Intended Learning Outcomes (ILO)

KNOWLEDGE AND UNDERSTANDING

At the end of the course student will be able to...

At the end of the course the student will be familiar with the most widely used models of competitive equilibrium, finance and private information together with applications to the labor, the credit and the financial markets, as well as applications to the theory of optimal taxation. 
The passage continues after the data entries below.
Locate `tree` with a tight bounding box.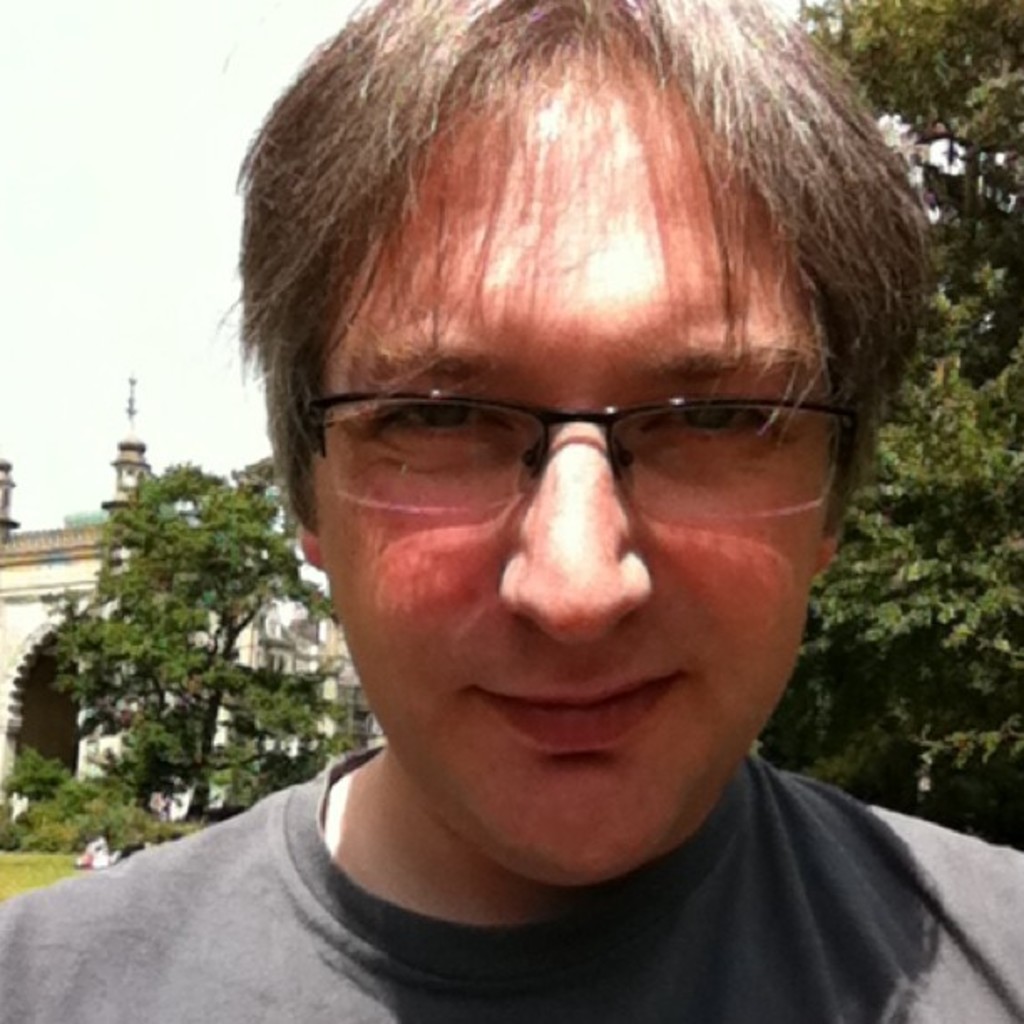
[left=756, top=0, right=1022, bottom=843].
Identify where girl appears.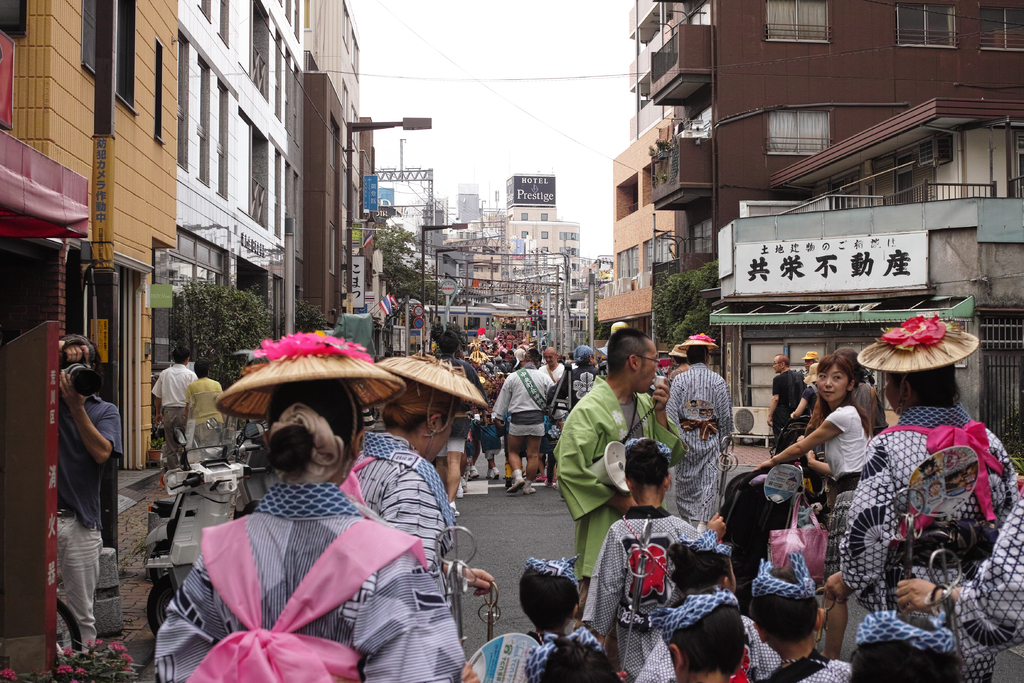
Appears at [632,529,779,682].
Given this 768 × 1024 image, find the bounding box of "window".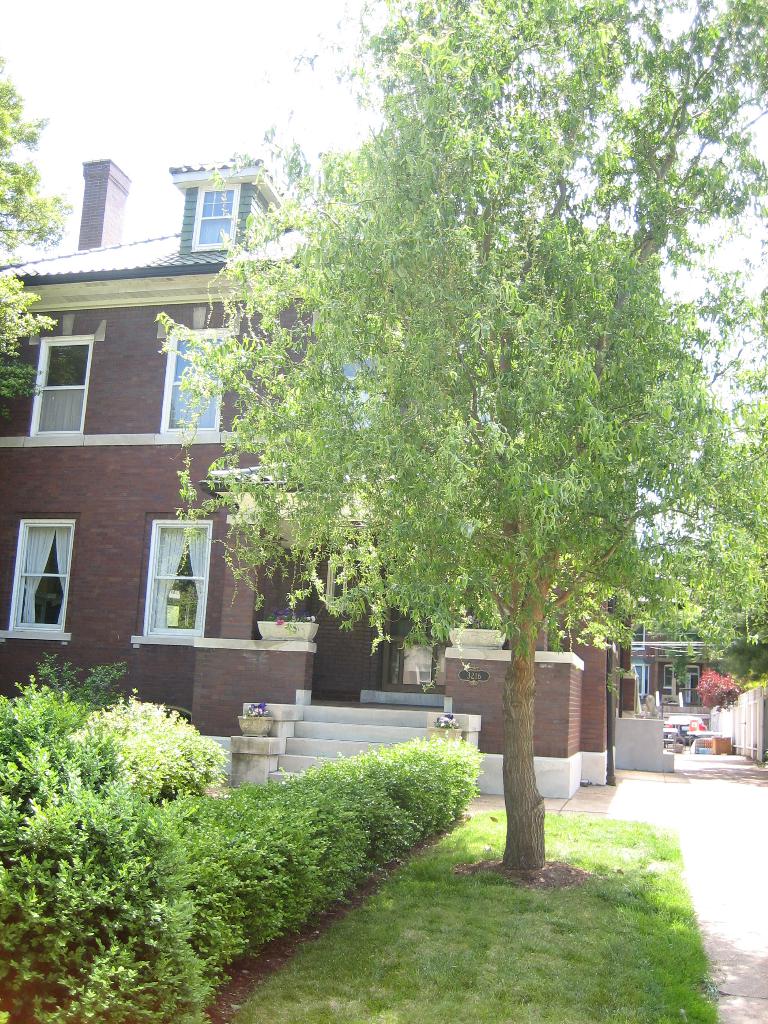
[195,179,241,253].
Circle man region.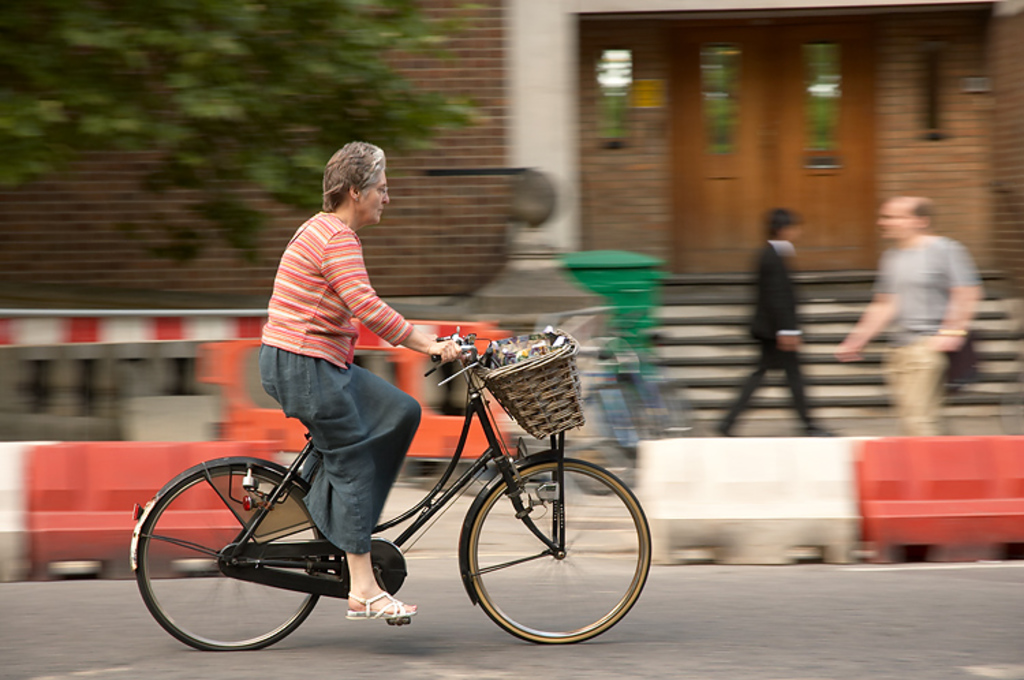
Region: rect(714, 208, 845, 438).
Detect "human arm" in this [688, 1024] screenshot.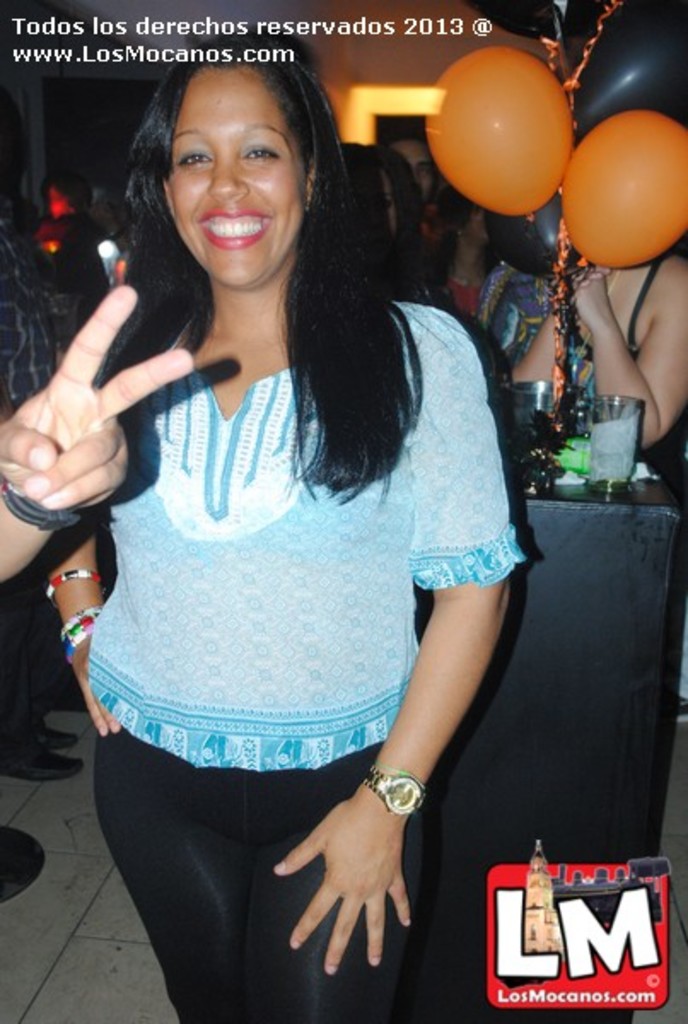
Detection: rect(36, 519, 125, 732).
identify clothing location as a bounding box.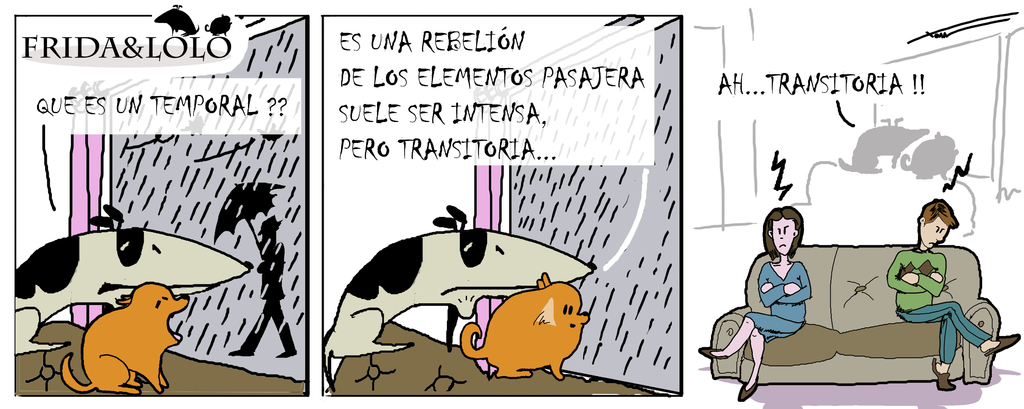
<box>883,249,989,363</box>.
APPLYING KNOWLEDGE AND UNDERSTANDING

At the end of the course student will be able to...
  • Solve for the competitive equilibrium of an economy and for the optimal allocation under various assumption of asymmetric information between agents.
  • FOR EXAMPLE:
  • Aproach in a formal way the problem of global warming
  • Understand the role of down payment and imperfect coverage in insurance markets.  
  • Understand the functioning of financial markets and interpret what happening during the financial crisis using formal microeconomic models. 
  • Interpret and evaluate the current discussion on labor and capital income taxation through the lents of formal models.
  • Interact in a constructive way and think formally. 

Teaching methods

  • Face-to-face lectures
  • Exercises (exercises, database, software etc.)
  • Case studies /Incidents (traditional, online)
  • Individual assignments
  • Group assignments

DETAILS

During the course, the students are able to test their knowledge and understanding of the material by mean of a series of problem sets which are solved in class. In order to facilitate the teaching assistant in the evaluation of the problem sets, we encourage them to be written using a scientific editor (such as, for example, TeX, LaTeX, Lyx, ScientificWorkplace, Scientifc Word, or World with equation editor) and printed or handed in pdf format. The students will have the oportunity to study a concrete (real world) economic problem by formalizing the most useful setup and possibly indicating the appropriate data.


Assessment methods

  Continuous assessment Partial exams General exam
  • Written individual exam (traditional/online)
    x
  • Individual assignment (report, exercise, presentation, project work etc.)
x   x
  • Group assignment (report, exercise, presentation, project work etc.)
x    

ATTENDING AND NOT ATTENDING STUDENTS

The form of the general exam is exclusively written. Problem sets and take home group assignments contribute to the final grade.


Teaching materials


ATTENDING AND NOT ATTENDING STUDENTS

  • Examination is based on topics and exercises presented during the course.
  • Slides and other teaching material are distributed during the course.
  • The teacher provides lecture notes and detailed indications on charpter and sections from the following textbooks: 
  • P. BOLTON, M. DEWATRIPONT, Contract Theory, MIT press.
  • T. BORGERS, An Introduction to the Theory of Mechanism Design, Oxford University Press.  
  • J.H. COCHRANE, Asset Pricing, Princeton University press.
  • J.J. LAFFONT, D. MARTIMORT, The Theory of Incentives, Princeton University press.
  • I. MACHO-STADLER, J.D. PEREZ-CASTILLO, An Introduction to the Economics of Information: Incentives and Contracts, Oxford University press.
  • A. MAS-COLELL, M. WHINSTON, J.R. GREEN, Microeconomic Theory, Oxford University press.
  • B. SALANIE, The Economics of Contracts, MIT press.
  • J. Y. CAMPBELL, Financial Decisions and Markets. A Course in Asset Pricing, Princeton University Press.